• **SUPPLIED RECORDS**:
<<<<
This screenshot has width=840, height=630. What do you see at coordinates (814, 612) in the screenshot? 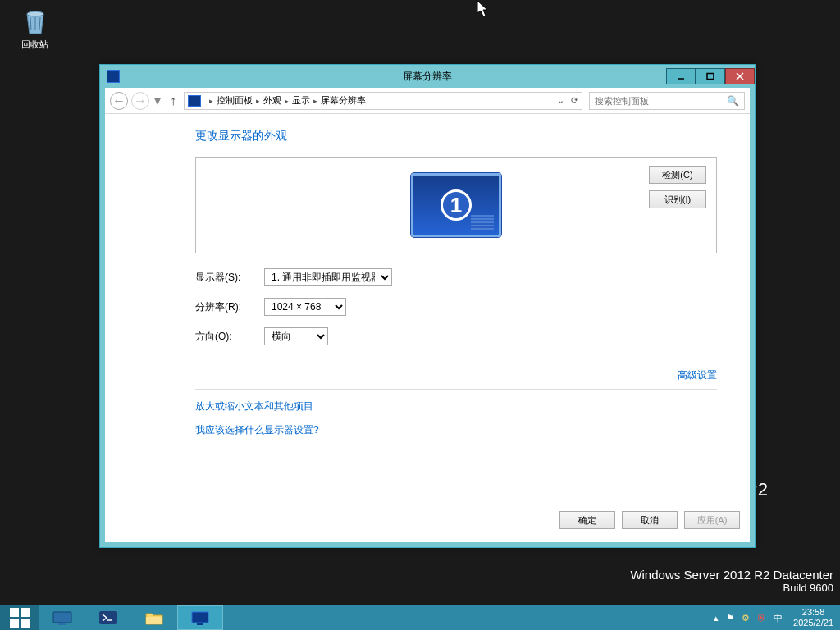
I see `clock-time: 23:58` at bounding box center [814, 612].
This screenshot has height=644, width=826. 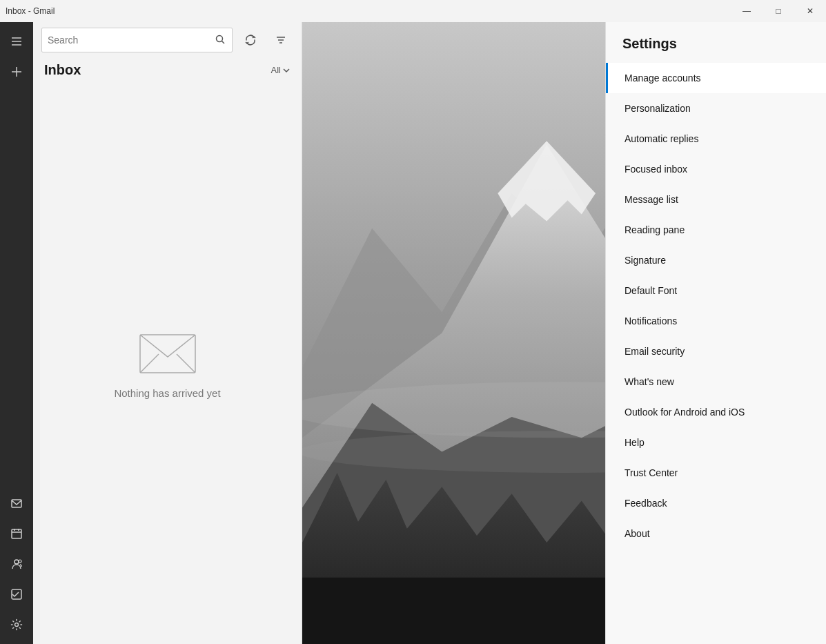 What do you see at coordinates (250, 40) in the screenshot?
I see `sync-button` at bounding box center [250, 40].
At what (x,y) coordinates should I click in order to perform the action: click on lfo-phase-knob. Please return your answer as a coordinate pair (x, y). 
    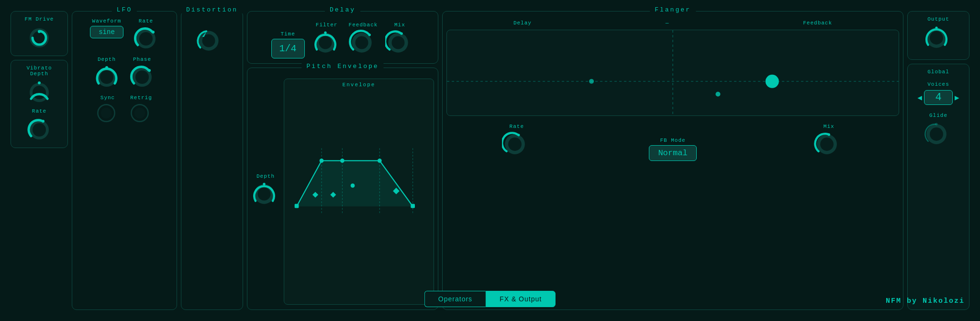
    Looking at the image, I should click on (142, 77).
>>>>
Extract, word for word, each line from the one that contains "At what (x,y)" through the final line of the data above. Leave the pictures out.

• **SOLUTION FOR THIS EXERCISE**:
At what (x,y) coordinates should I click in order to perform the action: click on lfo-phase-knob. Please return your answer as a coordinate pair (x, y). 
    Looking at the image, I should click on (142, 77).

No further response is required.